The Morgan Station Trail

Tygarts Creek Trail To Tygarts Creek via US 23

The extent to which our trail conforms to the route used by Native Americans in 1793 varies greatly. Often there is no good road or public access to the most likely path of the original trail. In other cases, following the trail requires a four wheel drive vehicle, hiking or biking. In any case, there are many paths down a hollow or river valley, and the preferred route would have likely evolved over time depending upon changing local conditions. We may assume that Native Americans walked the literal creek beds when that was an efficient way to travel between two points along their way. The modern day hiker is drawn to creek beds because they avoid the brambles, pot holes and potentially dangerous wild things that inhabit the forests and meadows. The smaller creeks meander and it would have been natural for the ancient traveler to walk across country if the meanders added significantly to the distance. We should always remember that in farming areas, the present routing of the creeks does not necessarily reflect their natural course. The practical farmer will soon redirect a stream from the midst of his cultivated area to one side or the other. Most likely redirecting along the base of an adjoining hillside. What we see as long contiguous flat fields of cultivation would have been a web of creeks, marshes and unulating forestlands in the base of the hollows. To some extent Native Americans would have regularly set fire to these bottoms to facilitate the hunting of game, but they would have had little inclination to re-direct creeks or make level the undulations.























The bridge spans the Scioto River at the point where it flows into the Ohio River. The Scioto River was the principle route connecting the Ohio River with Chillicothe and the other Shawnee villages of central Ohio.
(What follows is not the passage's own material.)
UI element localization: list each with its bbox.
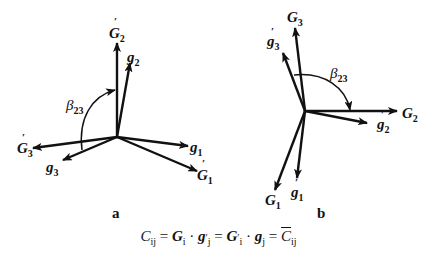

The lower portions of Tygarts Creek were inundated by Ohio River waters when the Ohio was dammed in the 1920's to improve navigation and reduce flooding. In 1793, the Ohio River was much narrower and shallower, and Tygarts Creek would have joined the Ohio several hundred yards north of its present outflow. The relatively deep water of Tygarts Creek in these photos is solely a result of Ohio River water backing up into the creekbed. One must follow Tygarts Creek some distance south to escape the effects of the Ohio River inundation. Tygarts Creek has probably also been artificially straightened in its course near the Ohio River.